Reviving Alvar
By Francine Fialkoff -- Library Journal, 9/15/2006
When Library Journal launched the “Library Makeover” concept in 2005 at the Queens Borough Public Library in New York, we had no idea that Hurricane Katrina (and Rita) would cause us to scale up our efforts so quickly. But when the storms hit, we knew that our next “makeover” had to be in one of the affected areas.
While that first project was no small feat, it was largely cosmetic. The Alvar Street Branch restoration in New Orleans was complicated not only by the destruction of furnishings but also by the loss of all the books, other materials, and computers that make a library viable.

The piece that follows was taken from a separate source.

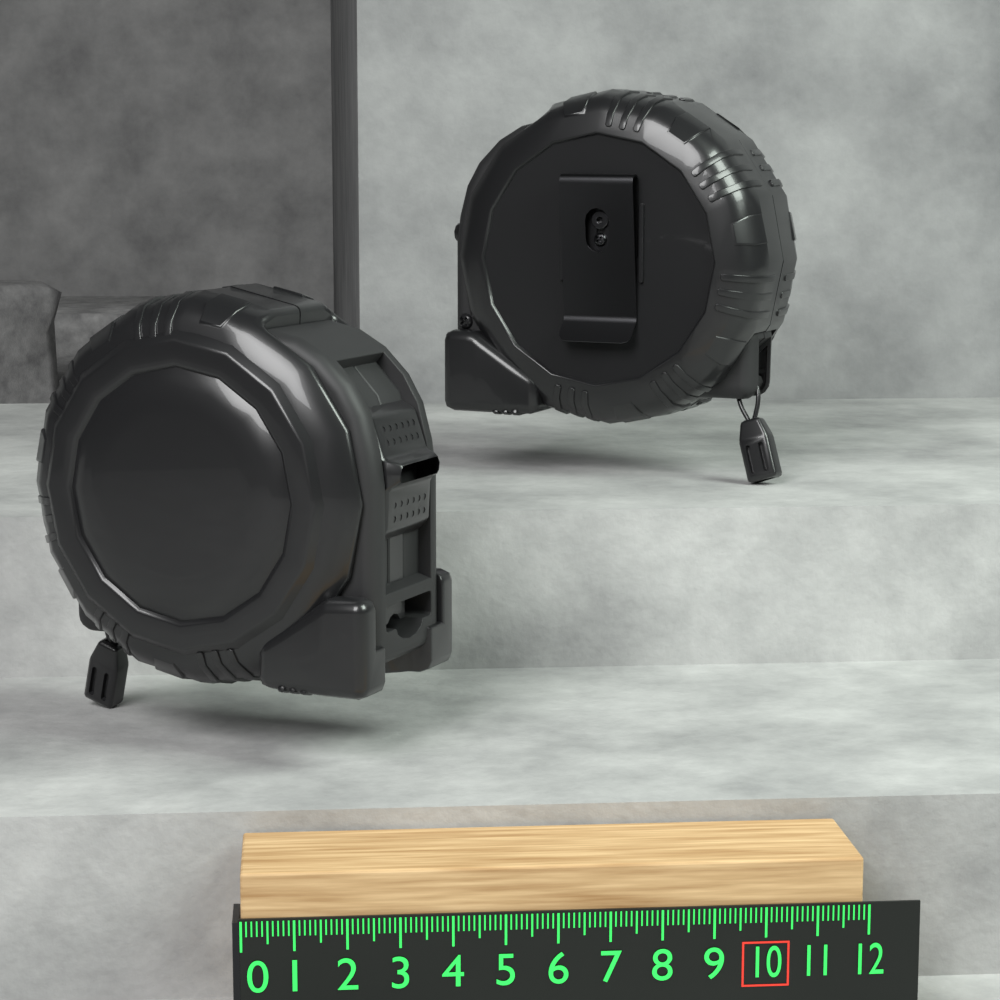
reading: 11.9 (no unit)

We had several goals at the outset. We wanted to restore a library in a neighborhood that was on the road to recovery and that had people living in it and returning home to it. We wanted the makeover to be quick: people in New Orleans had been worn down by the dislocations in their lives and by dealing with FEMA and other government agencies. We wanted to make it as easy as possible for the New Orleans Public Library (NOPL) staff, which at the time we began numbered only 19—and they were busy serving customers and keeping the few open branches operational. And, no small order, we wanted the services (or as many of them as possible) and materials to be donated. The library and city were both operating on a shoestring.

Alvar Before
LJ served as a conduit for vendors, publishers, distributors, and others in the library community to channel their commitment to libraries and to the role they play in sustaining—and rebuilding—community. This one small library in the Ninth Ward became the focal point for that passion.

Alvar After
My personal thanks go to Jeff Scherer, principal at Meyer, Scherer & Rockcastle, Ltd., an architecture and interior design firm, without whom none of this would have been possible; the generous and unfazed George Coe at Baker & Taylor; Ron Biava at the NOPL Foundation, who raised the money to pay for the hard labor that went into bringing Alvar back; contractor Keith Boudreaux, who made it all happen on time; the devoted NOPL team, including former director Bill Johnson, Geraldine Harris, Linda Marshall Hill, Elizabeth Konrad, and Tania Tetlow; the Quills Literacy Foundation (like LJ, an RBI organization), which donated seed money to NOPL; and the LJ staff. Their contributions—and that of the vendors, suppliers, and publishers who gave freely of their wares, their time, and their expertise—are on display in this story.